Mr. Ash and Mr. Dixon and Mr. Cohen, who is also an afternoon witness, I would say that in view of the fact that the other three Congressmen who asked to appear did not appear, and knowing the importance of the witnesses that have been scheduled for the afternoon, that we will schedule you, Mr. Ash, and Mr. Dixon, in that order, or together if you wish to appear at the same time at the table. I understand Mr. Dixon will be excused until 2:30. But you can start off at 2 if you will, Mr. Ash.

We have your statement and I think probably we should hear that rather than just have it put in the record, unless you want it put in the record.

Mr. Ash. Mr. Chairman, I would like to read my statement and I can do it as we reconvene.

Chairman HOLIFIELD. Yes. When we reconvene at 2, you will be given that opportunity.

(The following statements were submitted for the record :)

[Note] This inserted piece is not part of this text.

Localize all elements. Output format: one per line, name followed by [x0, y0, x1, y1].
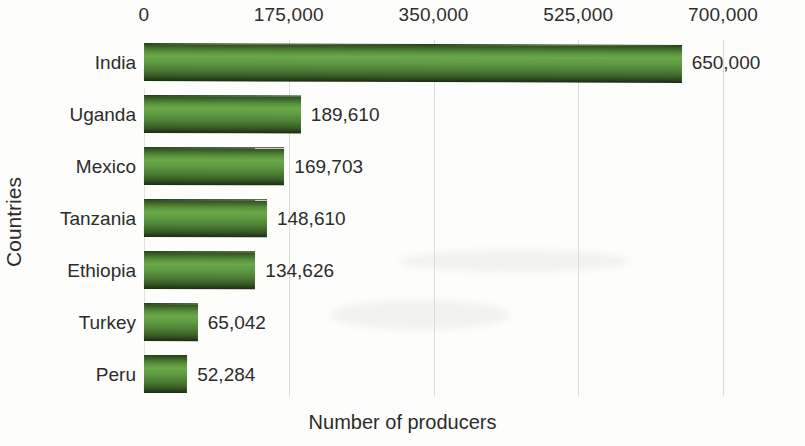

PREPARED STATEMENT OF HON. BILL ALEXANDER, A REPRESENTATIVE IN CONGRESS FROM THE STATE OF ARKANSAS

Mr. Chairman and members of the subcommittee, thank you for giving me this opportunity to make a statement in support of the proposal that the appointment of the Director and Deputy Director of the Office of Management and Budget be made by the President with the advice and consent of the Senate.

I am sponsoring this proposal as an integral part of my efforts and support for insuring that the Congress control the national budget and the setting of national priorities. The Congress has this constitutional responsibility. The 535 Members of the Congress by virtue of their direct election by the people, their diversity and their first hand knowledge of national needs is the branch of the Federal Government best able to represent the multitude of interests of the people of the Nation.

In recent years, the executive branch has used the OMB to control and shape the budgets of the various departments and agencies and thereby to determine which needs of our society to spend money on and how much. The manner in which the Director and Deputy Director of OMB has been named in the past and the fact that they are not directly responsive to the Congress has led to a subversion of the constitutional principal of separation of powers.